I0830 16:41:59.920016       1 logs.go:19] FLAG: --ca-cert-file="/srv/guard/pki/ca.crt"
I0830 16:41:59.920026       1 logs.go:19] FLAG: --cert-file="/srv/guard/pki/tls.crt"
I0830 16:41:59.920032       1 logs.go:19] FLAG: --help="false"
I0830 16:41:59.920039       1 logs.go:19] FLAG: --key-file="/srv/guard/pki/tls.key"
I0830 16:41:59.920067       1 logs.go:19] FLAG: --log_backtrace_at=":0"
I0830 16:41:59.920075       1 logs.go:19] FLAG: --log_dir=""
I0830 16:41:59.920080       1 logs.go:19] FLAG: --logtostderr="true"
I0830 16:41:59.920086       1 logs.go:19] FLAG: --ops-addr=":56790"
I0830 16:41:59.920091       1 logs.go:19] FLAG: --stderrthreshold="2"
I0830 16:41:59.920098       1 logs.go:19] FLAG: --v="3"
I0830 16:41:59.920105       1 logs.go:19] FLAG: --vmodule=""
I0830 16:41:59.920112       1 logs.go:19] FLAG: --web-address=":9844"
I0830 16:42:45.430823       1 logs.go:19] http: TLS handshake error from 1.1.2.6:34028: remote error: tls: bad certificate
I0830 16:43:00.483658       1 logs.go:19] http: TLS handshake error from 1.1.2.6:34062: remote error: tls: bad certificate
admin@ip-172-20-48-207:~$ sudo tail -f /var/log/kube-apiserver.log | grep auth
E0830 16:56:46.430468       6 authentication.go:58] Unable to authenticate the request due to an error: [invalid bearer token, [invalid bearer token, [invalid bearer token, invalid bearer token, Post https://10.7.3.3:9844/apis/authentication.k8s.io/v1beta1/tokenreviews: x509: certificate is valid for 1.27.55.255, not 10.7.3.3]]]

To debug this issue, follow the steps below:

  1. First note the ip address in the authentication webhook config file. This is the ip address used by Kubernetes api server to connect to the guard server.

  2. Now check the common name(CN) and subject alternative names (SANS) in the server.crt.
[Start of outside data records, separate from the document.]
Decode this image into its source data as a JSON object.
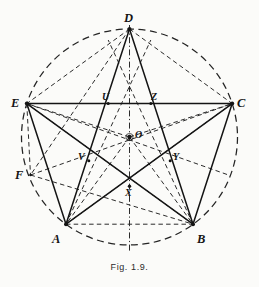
{
  "figure": {
    "caption": "Fig. 1.9.",
    "colors": {
      "ink": "#141414",
      "paper": "#fbfbf9",
      "solid_line": "#1a1a1a",
      "dashed_line": "#2b2b2b"
    },
    "circle": {
      "center_label": "O",
      "center_x": 129.5,
      "center_y": 137,
      "radius": 108,
      "stroke": "dashed"
    },
    "vertices": [
      {
        "label": "D",
        "x": 129.5,
        "y": 29,
        "label_x": 124,
        "label_y": 12,
        "position": "top"
      },
      {
        "label": "C",
        "x": 232.2,
        "y": 103.6,
        "label_x": 237,
        "label_y": 98,
        "position": "right"
      },
      {
        "label": "B",
        "x": 193.0,
        "y": 224.2,
        "label_x": 196,
        "label_y": 233,
        "position": "bottom-right"
      },
      {
        "label": "A",
        "x": 66.0,
        "y": 224.2,
        "label_x": 51,
        "label_y": 233,
        "position": "bottom-left"
      },
      {
        "label": "E",
        "x": 26.8,
        "y": 103.6,
        "label_x": 11,
        "label_y": 98,
        "position": "left"
      }
    ],
    "inner_points": [
      {
        "label": "U",
        "x": 108.2,
        "y": 103.6,
        "label_x": 101,
        "label_y": 93,
        "note": "intersection of DA with EC"
      },
      {
        "label": "Z",
        "x": 150.8,
        "y": 103.6,
        "label_x": 151,
        "label_y": 93,
        "note": "intersection of DB with EC"
      },
      {
        "label": "V",
        "x": 88.8,
        "y": 160.8,
        "label_x": 78,
        "label_y": 152,
        "note": "intersection of DA with EB"
      },
      {
        "label": "Y",
        "x": 170.2,
        "y": 160.8,
        "label_x": 172,
        "label_y": 152,
        "note": "intersection of DB with AC"
      },
      {
        "label": "X",
        "x": 129.5,
        "y": 186.2,
        "label_x": 125,
        "label_y": 188,
        "note": "intersection of AC with EB"
      },
      {
        "label": "O",
        "x": 129.5,
        "y": 137.0,
        "label_x": 134,
        "label_y": 130,
        "note": "centre of circle"
      },
      {
        "label": "F",
        "x": 30.5,
        "y": 175.0,
        "label_x": 17,
        "label_y": 171,
        "note": "point on the circle, lower left arc"
      }
    ],
    "solid_edges": [
      {
        "from": "E",
        "to": "C",
        "note": "horizontal diagonal"
      },
      {
        "from": "D",
        "to": "A",
        "note": "pentagram chord"
      },
      {
        "from": "D",
        "to": "B",
        "note": "pentagram chord"
      },
      {
        "from": "E",
        "to": "B",
        "note": "pentagram chord"
      },
      {
        "from": "A",
        "to": "C",
        "note": "pentagram chord"
      },
      {
        "from": "E",
        "to": "A",
        "note": "pentagon side"
      },
      {
        "from": "C",
        "to": "B",
        "note": "pentagon side"
      }
    ],
    "dashed_edges": [
      {
        "from": "A",
        "to": "B",
        "note": "pentagon side"
      },
      {
        "from": "D",
        "to": "E",
        "note": "pentagon side"
      },
      {
        "from": "D",
        "to": "C",
        "note": "pentagon side"
      },
      {
        "from": "O",
        "to": "D",
        "note": "radius / vertical axis"
      },
      {
        "from": "O",
        "to": "A",
        "note": "radius"
      },
      {
        "from": "O",
        "to": "B",
        "note": "radius"
      },
      {
        "from": "O",
        "to": "E",
        "note": "radius"
      },
      {
        "from": "O",
        "to": "C",
        "note": "radius"
      },
      {
        "from": "E",
        "to": "F",
        "note": "construction chord"
      },
      {
        "from": "F",
        "to": "C",
        "note": "construction chord"
      },
      {
        "from": "F",
        "to": "B",
        "note": "construction chord"
      },
      {
        "from": "D",
        "to": "F",
        "note": "construction chord"
      },
      {
        "from": "A",
        "to": "Z",
        "note": "construction chord extended to circle"
      },
      {
        "from": "E",
        "to": "Y",
        "note": "construction chord"
      }
    ],
    "vertical_axis": {
      "x": 129.5,
      "y_top": 25,
      "y_bottom": 252,
      "stroke": "dash-dot"
    }
  }
}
If that does not include the ip addressfrom step 1, we need to regenerate the server certificates.

$ guard init server --ips=<ip1>,<ip2> --domains=<dns1>,<dns2>

Then regenerate the installer.yaml . This includes a Secret called guard-pki which is used to mount the server.crt.

Then kubectl apply the new installer.yaml. This should restart the guard server with the updated cert and fix the bad certificate issue.